In the beginning there was a proposition, which proposed, "Suppose, for the sake of argument, an Omnipotent Being that is independent of time and space, created the Universe and everything in it,".I think you misunderstand my position.I don't see how being unable to comprehend something is a basis for drawing conclusions about it.Yes, it is.Suppose, for the sake of argument, an Omnipotent Being that is independent of time and space, created the Universe and everything in it, which we observe today. Is the fact that humans do not understand how it happened, evidence that such a being does not exist?
It isn't very strong evidence; But it gets stronger each time we discover more accurate and detailed ways to describe the universe, without finding any hints whatsoever of the alleged omnipotent creator.
By the end of the twentieth century, it had become clear that we understand all of the interactions that are possible at scales relevant to humans, and still there's no hint of any gods - which rules out all the other major ideas of the people who hypothesised an omnipotent creator to begin with. That's pretty compelling evidence that their remaining idea isn't coming from a source worthy of our respect.
If some guy claims to have been kidnapped by aliens in a flying saucer, and we know that he has a long history of telling tall tales, and we have found zero evidence to support his claim, and the only people who are supporting his claim are those who supported his earlier false claims, then that's pretty good evidence that the aliens in flying saucers don't exist.
Even if aliens in flying saucers in fact DO exist, it would be foolish to believe that they do, based on the evidence before us in that scenario.
The evidence boils down to 'we cannot 100% definitely prove that this unevidenced speculation isn't true', which is the same level of evidence we have that there is no flying spaghetti monster.
Our evidence that the flying spaghetti monster doesn't exist is exactly as good as our evidence that an omnipotent creator doesn't exist.
I am saying that we DO comprehend things, and that our comprehension rules out the assertions being made by people who are a) ignorant of the state of human knowledge; and b) desperately hoping that because they don't comprehend the subject they thought they owned, therefore nobody comprehends it.
The fact that either our best physical theories, that have been experimentally tested to vast precision, repeatedly and independently, and never found to deviate from reality by one iota, are seriously and obviously wrong; OR gods (as described by every major religion in history, and the vast majority of the minor ones) are impossible.The fact that so many people who thought they did comprehend it turned out to be incorrect, does not change that.
The only god concepts not ruled out by modern physics are a tiny number of unpopular ideas that avoid being demonstrably wrong by not saying anything in particular about anything much.
That most people lack the understanding of reality to grasp that their beliefs must be false is a failure of our education systems. But it's an unavoidable conclusion - the God of the Gaps ran out of gaps when the Higgs boson was confirmed to exist, and to match its theorised properties, at CERN.
A large number of ideas that had been assumed to be the domain of philosophy and theology turn out to be addressed by physics - and in so doing have shat on the careers of a lot of philosophers and theists who never expected their navel gazing to become testable.
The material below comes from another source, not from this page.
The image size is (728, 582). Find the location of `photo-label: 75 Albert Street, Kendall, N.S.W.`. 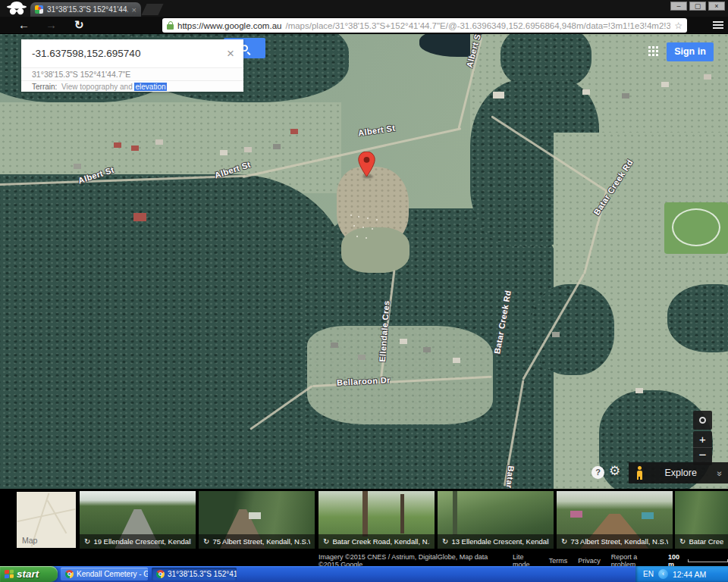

The idea of this kind of proposition is to accept it for the sake of argument, instead of arguing whether it is true or false, and proceed to discuss whether a human has any possibility of understanding such a thing.
As I said above, a list of things about which people have been wrong, does not have any bearing on some other truth. Just as people once thought the sun could breed maggots in a dead dog, does not mean that flies do not exist.